Comment Re:Not a surprise (Score 1) 139
I agree, but nobody said or inferred that
That seems like an interesting thing to say, given what you said next.
even if you do have "many eyes" (and the vast majority of projects do not) and even if you assume they are the right ones looking in the right place at the right time you will likely find at least some bugs at some point in time.
First, "I agree, but nobody said or [implied] [otherwise]"; the argument is that many eyes make bugs shallow, not spontaneously and instantaneously evaporate. Second, of course "you" will find some bugs at some point. The whole idea is that people will find bugs at some point, and in fact at some sooner point, because more people are looking.
it's hardly a reliable and practical advantage, more of a shot in the dark
I'd say it's an unreliable but highly fucking practical advantage, actually, because when there's only one target it's more likely you'll hit the guy with a thousand shots in the dark than just one or two.
in this case
In this case, the specific bug found seems by all accounts to be something very difficult to find via code review, especially given the OpenSSL codebase.
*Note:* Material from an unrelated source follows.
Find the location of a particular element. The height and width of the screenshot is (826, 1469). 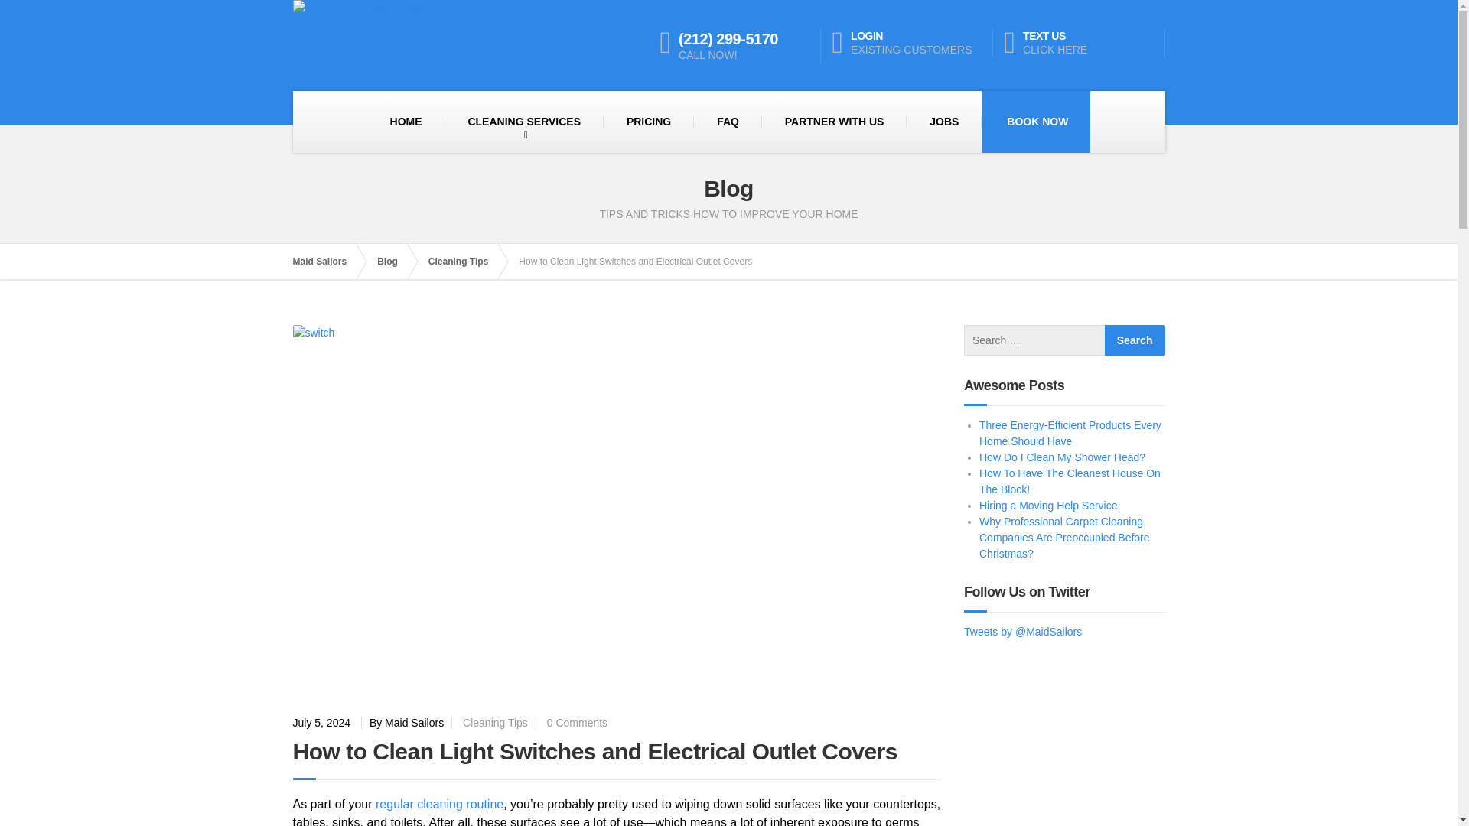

given the profile of the project this is an absolute best-case scenario
The fact it is a high profile project seems to be the only positive factor in this case, apart from the bare minimum fact that it is open source. There are many, many problems with this case that make it more difficult for this bug to have been found any earlier than it was. A new feature that passed review by one person on the core team was included, then found and fixed less than three years later. It was found by people outside the core team who only had access to the codebase because it was open source. The guts of OpenSSL are heavily compromised by eons of feature creep, which seems to be common to every major/widespread TLS package on the planet. While the wisdom in secure coding of the core team is open to question, for a number of reasons, the team at least seems to be universally pretty clear on some basic concepts of not relying on magic security-through-obscurity fairy dust. The best case scenario for pretty much every closed source TLS package that competes with it differs from these conditions mostly in one or two ways: they are not open source, so they would not have been backed up by the people who found the bug in OpenSSL; they may use magic security-through-obscurity fairy dust to make their code "secure". On top of that, the public nature of the discovery combined with the necessarily public nature of the project's handling of bug patching ensures that the bug got fixed very damned quickly.
Now . . . not all bugs (even critical security bugs) will be found more quickly just because it's open source. See above where I paraphrased: "nobody said or [implied]" that it's always perfect all the time immediately with zero delays so nobody ever has bugs in their software. The actual, reasonable, rational claim is that it provides enough of a benefit, often enough, to make smart open source development processes a very good idea, especially for security software. I think it's pretty reasonable to say that, given the exact same conditions apart from the things that would necessarily be different just due to the intrinsic nature of open vs. closed development models, the best you could reasonably expect from a closed source project in the same situation is almost exactly what happened -- but, much more realistically, it would have taken longer, because someone would have to have nailed down the particulars of the problem without access to the source code.
. . . so no, I don't agree with your point.
it didn't work effectively enough to stop this from being extremely widely distributed.
This is true for this one specific case. I'm going to assume that is not your actual point, now, because if it is, that's a fucking stupid point. Your point should not be "This one slipped through the cracks, in some ways." If that is really the whole of your point, your "I Am Not A Hypocrite" card just got revoked.